Roblox takes 30% of developer gross; backing out the Robux fx delta and creator incentives, filings imply a 22% platform take. If devs do not use Roblox Studio, can the platform still command that take rate?

Under an AI-disrupts-everything narrative, a surge in lightweight supply via Genie could also dilute engagement within the Roblox ecosystem. On those two ghosts — weaker monetization and user competition — the drop may look justified.

But Roblox's core platform value lies in its 130mn DAUs and 600mn+ MAUs, which is mid-tier scale for a game or a platform. Its staying power comes from a balanced ecosystem built over years, not from flashy animation or vast maps.

Like a durable MMO, Roblox's virtual world keeps users active due to systemic stability. And per our earlier economics, Genie is not necessarily the best near-term choice even for lightweight titles.

We therefore expect Roblox to integrate world-model capabilities rather than be disrupted by them or suffer immediate monetization hits. The stock's persistent weakness, however, also reflects DAU growth deceleration and policy noise around kids.

We have argued Roblox is a platform economy, not a single-game studio, and should be less dependent on individual product cycles. But its dev base is relatively immature, strong at creation but weaker at long-term ops, and lightweight games have short lifecycles.

When ops falter, engagement can slide quickly. We like Roblox's asset quality, but with higher DAU uncertainty, some valuation compression for certainty is warranted.

At ~25x EV/adj. EBITDA or ~7x EV/Sales after Fri's hit, the stock now trades in line with traditional game peers and below growth platforms. If DAU growth stabilizes, risk-reward skews positive at current levels.

II. More than one Thanos? Meta enters the arena

AppLovin has exited first-party games by late 2024 to focus on ads, so Genie's impact on game production should not hit it directly.

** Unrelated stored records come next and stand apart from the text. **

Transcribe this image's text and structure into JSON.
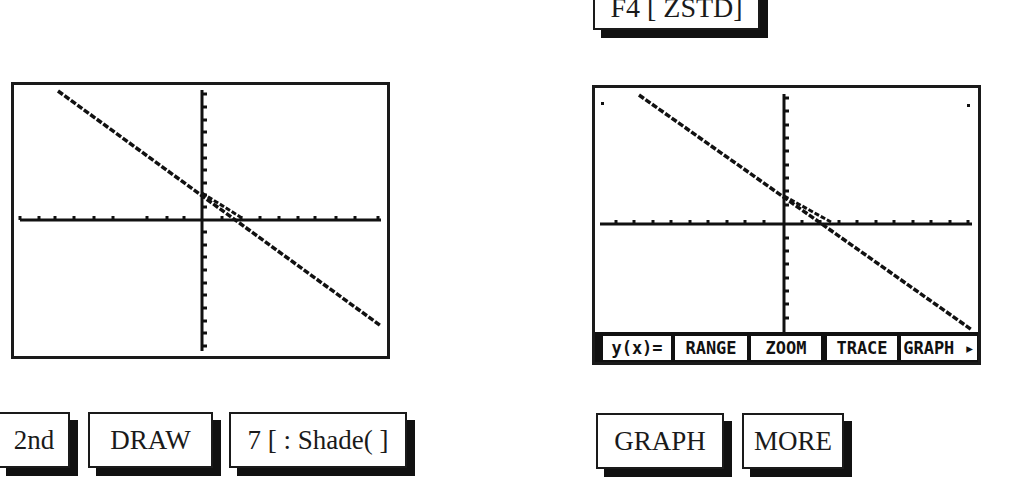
{
  "top_key": {
    "label": "F4 [ ZSTD]"
  },
  "left_screen": {
    "description": "graph screen after shading",
    "x_ticks": 20,
    "y_ticks": 20
  },
  "right_screen": {
    "menu": [
      {
        "label": "y(x)="
      },
      {
        "label": "RANGE"
      },
      {
        "label": "ZOOM"
      },
      {
        "label": "TRACE"
      },
      {
        "label": "GRAPH ▸"
      }
    ]
  },
  "left_keys": [
    {
      "label": "2nd"
    },
    {
      "label": "DRAW"
    },
    {
      "label": "7 [ : Shade( ]"
    }
  ],
  "right_keys": [
    {
      "label": "GRAPH"
    },
    {
      "label": "MORE"
    }
  ]
}
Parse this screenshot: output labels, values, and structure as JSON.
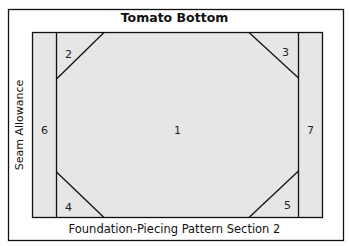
{
  "title": "Tomato Bottom",
  "footer": "Foundation-Piecing Pattern Section 2",
  "side_label": "Seam Allowance",
  "pieces": [
    {
      "id": "1",
      "label": "1"
    },
    {
      "id": "2",
      "label": "2"
    },
    {
      "id": "3",
      "label": "3"
    },
    {
      "id": "4",
      "label": "4"
    },
    {
      "id": "5",
      "label": "5"
    },
    {
      "id": "6",
      "label": "6"
    },
    {
      "id": "7",
      "label": "7"
    }
  ],
  "colors": {
    "fill": "#e6e6e6",
    "line": "#111111",
    "background": "#ffffff"
  }
}
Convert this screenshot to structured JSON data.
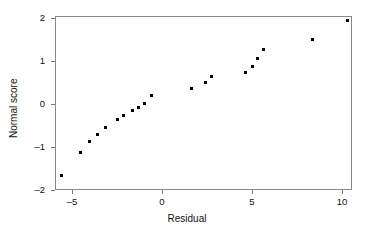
{
  "chart_data": {
    "type": "scatter",
    "title": "",
    "xlabel": "Residual",
    "ylabel": "Normal score",
    "xlim": [
      -6.5,
      10.6
    ],
    "ylim": [
      -2.05,
      2.05
    ],
    "grid": false,
    "legend": null,
    "xticks": [
      -5,
      0,
      5,
      10
    ],
    "xtick_labels": [
      "–5",
      "0",
      "5",
      "10"
    ],
    "yticks": [
      -2,
      -1,
      0,
      1,
      2
    ],
    "ytick_labels": [
      "–2",
      "–1",
      "0",
      "1",
      "2"
    ],
    "marker": "square",
    "marker_color": "#000000",
    "points": [
      {
        "x": -5.6,
        "y": -1.67
      },
      {
        "x": -4.55,
        "y": -1.13
      },
      {
        "x": -4.05,
        "y": -0.88
      },
      {
        "x": -3.6,
        "y": -0.72
      },
      {
        "x": -3.15,
        "y": -0.55
      },
      {
        "x": -2.5,
        "y": -0.37
      },
      {
        "x": -2.15,
        "y": -0.26
      },
      {
        "x": -1.65,
        "y": -0.16
      },
      {
        "x": -1.3,
        "y": -0.07
      },
      {
        "x": -0.95,
        "y": 0.02
      },
      {
        "x": -0.6,
        "y": 0.2
      },
      {
        "x": 1.65,
        "y": 0.37
      },
      {
        "x": 2.4,
        "y": 0.49
      },
      {
        "x": 2.75,
        "y": 0.63
      },
      {
        "x": 4.65,
        "y": 0.74
      },
      {
        "x": 5.0,
        "y": 0.88
      },
      {
        "x": 5.3,
        "y": 1.05
      },
      {
        "x": 5.65,
        "y": 1.26
      },
      {
        "x": 8.35,
        "y": 1.51
      },
      {
        "x": 10.3,
        "y": 1.95
      }
    ]
  },
  "axes": {
    "x_title": "Residual",
    "y_title": "Normal score"
  }
}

Why did APP then plunge 17% that day?

First, Genie can auto-generate game ads, and Google could pull budgets into its own and network inventory, while a wave of Genie-made lightweight games may cheapen APP's existing gaming ad inventory. Second, Meta's recent ad moves added fuel to the panic.

TickerTrends surveys of app publishers indicate Meta sharply raised eCPMs and bid density for iOS in-app ads in late Jan, implying a 3–5x revenue uplift for third-party publishers. That may be Meta subsidizing share gains, but more likely reflects advertisers recognizing improved ROI on Meta Audience Network.

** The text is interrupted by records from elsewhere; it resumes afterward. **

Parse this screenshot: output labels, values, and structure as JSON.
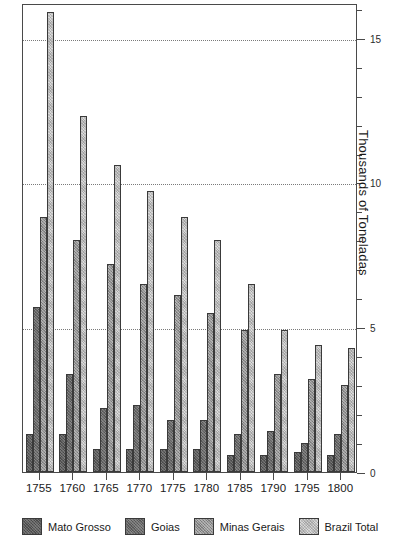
{
  "chart_data": {
    "type": "bar",
    "title": "",
    "subtitle": "",
    "xlabel": "",
    "ylabel": "Thousands of Toneladas",
    "categories": [
      "1755",
      "1760",
      "1765",
      "1770",
      "1775",
      "1780",
      "1785",
      "1790",
      "1795",
      "1800"
    ],
    "series": [
      {
        "name": "Mato Grosso",
        "color": "#595959",
        "values": [
          1.3,
          1.3,
          0.8,
          0.8,
          0.8,
          0.8,
          0.6,
          0.6,
          0.7,
          0.6
        ]
      },
      {
        "name": "Goias",
        "color": "#666666",
        "values": [
          5.7,
          3.4,
          2.2,
          2.3,
          1.8,
          1.8,
          1.3,
          1.4,
          1.0,
          1.3
        ]
      },
      {
        "name": "Minas Gerais",
        "color": "#8f8f8f",
        "values": [
          8.8,
          8.0,
          7.2,
          6.5,
          6.1,
          5.5,
          4.9,
          3.4,
          3.2,
          3.0
        ]
      },
      {
        "name": "Brazil Total",
        "color": "#d9d9d9",
        "values": [
          15.9,
          12.3,
          10.6,
          9.7,
          8.8,
          8.0,
          6.5,
          4.9,
          4.4,
          4.3
        ]
      }
    ],
    "ylim": [
      0,
      16.2
    ],
    "yticks": [
      0,
      5,
      10,
      15
    ],
    "yticklabels": [
      "0",
      "5",
      "10",
      "15"
    ],
    "yminorticks": [
      1,
      2,
      3,
      4,
      6,
      7,
      8,
      9,
      11,
      12,
      13,
      14,
      16
    ],
    "gridlines": [
      5,
      10,
      15
    ],
    "grid": "horizontal-dotted",
    "axis_position": "right",
    "legend_position": "bottom"
  },
  "legend": {
    "items": [
      {
        "label": "Mato Grosso"
      },
      {
        "label": "Goias"
      },
      {
        "label": "Minas Gerais"
      },
      {
        "label": "Brazil Total"
      }
    ]
  },
  "caption": ""
}
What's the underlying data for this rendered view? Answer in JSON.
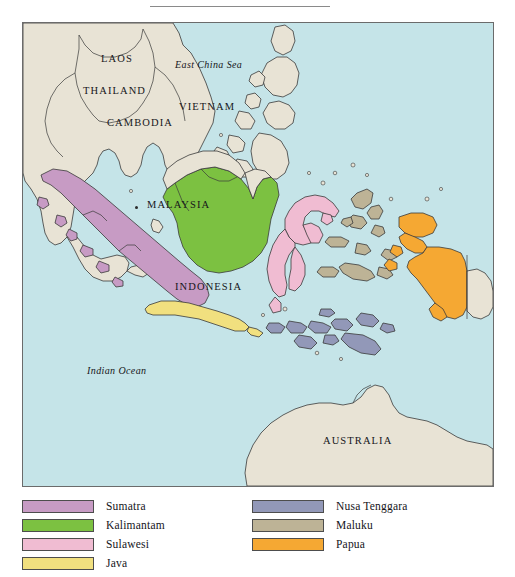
{
  "figure": {
    "kind": "reference-map",
    "has_top_rule": true
  },
  "map": {
    "ocean_color": "#c5e4e8",
    "land_color": "#e8e3d5",
    "coastline_color": "#3a3a3a",
    "border_color": "#6b6b6b",
    "country_labels": [
      {
        "name": "LAOS",
        "x": 78,
        "y": 30
      },
      {
        "name": "THAILAND",
        "x": 60,
        "y": 62
      },
      {
        "name": "VIETNAM",
        "x": 156,
        "y": 78
      },
      {
        "name": "CAMBODIA",
        "x": 84,
        "y": 94
      },
      {
        "name": "MALAYSIA",
        "x": 137,
        "y": 180
      },
      {
        "name": "INDONESIA",
        "x": 165,
        "y": 262
      },
      {
        "name": "AUSTRALIA",
        "x": 321,
        "y": 418
      }
    ],
    "sea_labels": [
      {
        "name": "East China Sea",
        "x": 173,
        "y": 42
      },
      {
        "name": "Indian Ocean",
        "x": 87,
        "y": 348
      }
    ]
  },
  "legend": {
    "column_one": [
      {
        "label": "Sumatra",
        "color": "#c79bc4"
      },
      {
        "label": "Kalimantam",
        "color": "#7cc141"
      },
      {
        "label": "Sulawesi",
        "color": "#f0bcd2"
      },
      {
        "label": "Java",
        "color": "#f1e07f"
      }
    ],
    "column_two": [
      {
        "label": "Nusa Tenggara",
        "color": "#9298b8"
      },
      {
        "label": "Maluku",
        "color": "#bdb396"
      },
      {
        "label": "Papua",
        "color": "#f5a833"
      }
    ]
  }
}
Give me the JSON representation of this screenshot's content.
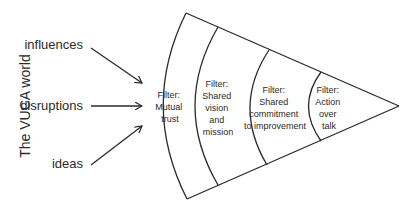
{
  "diagram": {
    "side_title": "The VUCA world",
    "inputs": [
      {
        "label": "influences"
      },
      {
        "label": "disruptions"
      },
      {
        "label": "ideas"
      }
    ],
    "filters": [
      {
        "lines": [
          "Filter:",
          "Mutual",
          "trust"
        ]
      },
      {
        "lines": [
          "Filter:",
          "Shared",
          "vision",
          "and",
          "mission"
        ]
      },
      {
        "lines": [
          "Filter:",
          "Shared",
          "commitment",
          "to improvement"
        ]
      },
      {
        "lines": [
          "Filter:",
          "Action",
          "over",
          "talk"
        ]
      }
    ],
    "colors": {
      "line": "#2a2a2a",
      "background": "#ffffff"
    }
  }
}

What changed? With Apple's 2021 IDFA policy, Meta's ROI on non-consented users fell, compressing eCPMs, and Meta ultimately pulled back iOS in-app ads to protect margins. In that window, AppLovin rode AXON to dominance in iOS in-app.

With Advantage+ AI, Meta likely improved predictions on non-consented traffic, combining FB/IG behavioral signals with compliant app category, time, geo and device info to forecast conversion likelihood post-impression. At the same time, after massive capex, Meta is visibly pushing monetization, from higher ad load to accelerating Threads and WhatsApp commerce.

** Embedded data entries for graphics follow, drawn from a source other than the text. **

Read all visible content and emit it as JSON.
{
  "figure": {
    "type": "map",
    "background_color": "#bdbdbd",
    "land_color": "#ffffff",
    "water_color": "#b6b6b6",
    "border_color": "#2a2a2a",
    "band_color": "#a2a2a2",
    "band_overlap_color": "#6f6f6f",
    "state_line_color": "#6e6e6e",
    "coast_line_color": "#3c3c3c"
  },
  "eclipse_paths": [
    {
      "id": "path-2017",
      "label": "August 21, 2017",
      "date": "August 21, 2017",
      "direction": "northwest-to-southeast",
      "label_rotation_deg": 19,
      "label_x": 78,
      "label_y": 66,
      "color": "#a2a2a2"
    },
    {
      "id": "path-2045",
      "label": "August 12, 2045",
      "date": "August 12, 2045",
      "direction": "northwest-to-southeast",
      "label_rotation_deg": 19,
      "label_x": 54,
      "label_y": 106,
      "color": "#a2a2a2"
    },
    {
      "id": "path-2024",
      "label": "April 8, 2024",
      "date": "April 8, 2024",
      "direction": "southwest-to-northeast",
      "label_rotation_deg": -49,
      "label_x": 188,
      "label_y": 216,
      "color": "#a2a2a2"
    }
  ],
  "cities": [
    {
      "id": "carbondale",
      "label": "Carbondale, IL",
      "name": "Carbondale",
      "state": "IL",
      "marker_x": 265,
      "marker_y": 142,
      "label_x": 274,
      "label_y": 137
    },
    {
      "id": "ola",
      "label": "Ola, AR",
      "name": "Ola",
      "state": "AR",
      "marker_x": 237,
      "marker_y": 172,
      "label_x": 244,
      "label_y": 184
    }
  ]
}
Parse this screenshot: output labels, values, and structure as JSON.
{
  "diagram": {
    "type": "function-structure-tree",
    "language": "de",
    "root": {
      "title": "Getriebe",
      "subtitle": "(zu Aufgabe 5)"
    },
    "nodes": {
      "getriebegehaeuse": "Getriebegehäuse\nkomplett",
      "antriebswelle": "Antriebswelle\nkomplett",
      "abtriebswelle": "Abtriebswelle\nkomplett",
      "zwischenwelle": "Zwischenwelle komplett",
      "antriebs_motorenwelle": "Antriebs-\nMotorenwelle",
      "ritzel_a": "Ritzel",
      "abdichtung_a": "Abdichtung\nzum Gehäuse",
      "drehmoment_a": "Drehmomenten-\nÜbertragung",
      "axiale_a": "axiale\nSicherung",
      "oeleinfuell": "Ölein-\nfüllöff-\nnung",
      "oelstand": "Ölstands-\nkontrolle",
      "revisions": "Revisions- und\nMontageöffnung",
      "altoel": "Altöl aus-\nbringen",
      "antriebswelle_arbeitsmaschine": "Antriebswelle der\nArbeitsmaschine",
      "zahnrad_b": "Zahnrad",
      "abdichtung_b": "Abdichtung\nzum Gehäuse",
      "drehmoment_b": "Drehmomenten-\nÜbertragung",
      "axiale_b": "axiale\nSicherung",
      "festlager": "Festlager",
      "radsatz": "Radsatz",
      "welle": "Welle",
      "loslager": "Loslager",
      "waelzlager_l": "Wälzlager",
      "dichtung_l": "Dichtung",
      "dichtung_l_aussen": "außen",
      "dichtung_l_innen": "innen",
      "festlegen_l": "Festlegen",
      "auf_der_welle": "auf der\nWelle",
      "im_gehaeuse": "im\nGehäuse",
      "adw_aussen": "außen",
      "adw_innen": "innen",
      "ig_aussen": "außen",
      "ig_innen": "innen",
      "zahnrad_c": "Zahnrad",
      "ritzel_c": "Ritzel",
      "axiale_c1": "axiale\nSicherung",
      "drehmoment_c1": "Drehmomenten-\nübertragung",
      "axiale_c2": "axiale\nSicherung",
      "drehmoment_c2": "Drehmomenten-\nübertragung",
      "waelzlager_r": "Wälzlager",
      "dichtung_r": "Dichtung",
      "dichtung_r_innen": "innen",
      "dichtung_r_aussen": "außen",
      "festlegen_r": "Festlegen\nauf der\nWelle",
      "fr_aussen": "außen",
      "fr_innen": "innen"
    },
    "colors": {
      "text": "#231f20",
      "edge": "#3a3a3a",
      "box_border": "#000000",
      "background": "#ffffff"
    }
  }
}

So a renewed push into iOS in-app makes sense. For AppLovin, this introduces a powerful competitor in its core gaming ad arena, and the two models will now go head-to-head.

While Big Tech models are formidable and Meta's user data is a unique edge, we believe APP can still compete. Its initial training data came from 1P game users and near-full-funnel publisher data via Adjust, conferring native recommendation precision.

That said, Meta's monetization urgency suggests it is serious about re-entering iOS in-app. Even near-term incentives to win back publishers and secure premium inventory can pressure AppLovin.

We do not expect Genie 3 or Meta's shifts to move APP's Q4 prints much. Consensus has ad revenue up ~60%/45% in Q4/Q1, and valuation at ~25x EV/EBITDA implies a low PEG vs. mid-term growth.

But unlike Genie's economic hurdles, Meta's actions directly cap near-term upside potential. Watch APP's upcoming earnings for management's take and Q1/2026 outlook.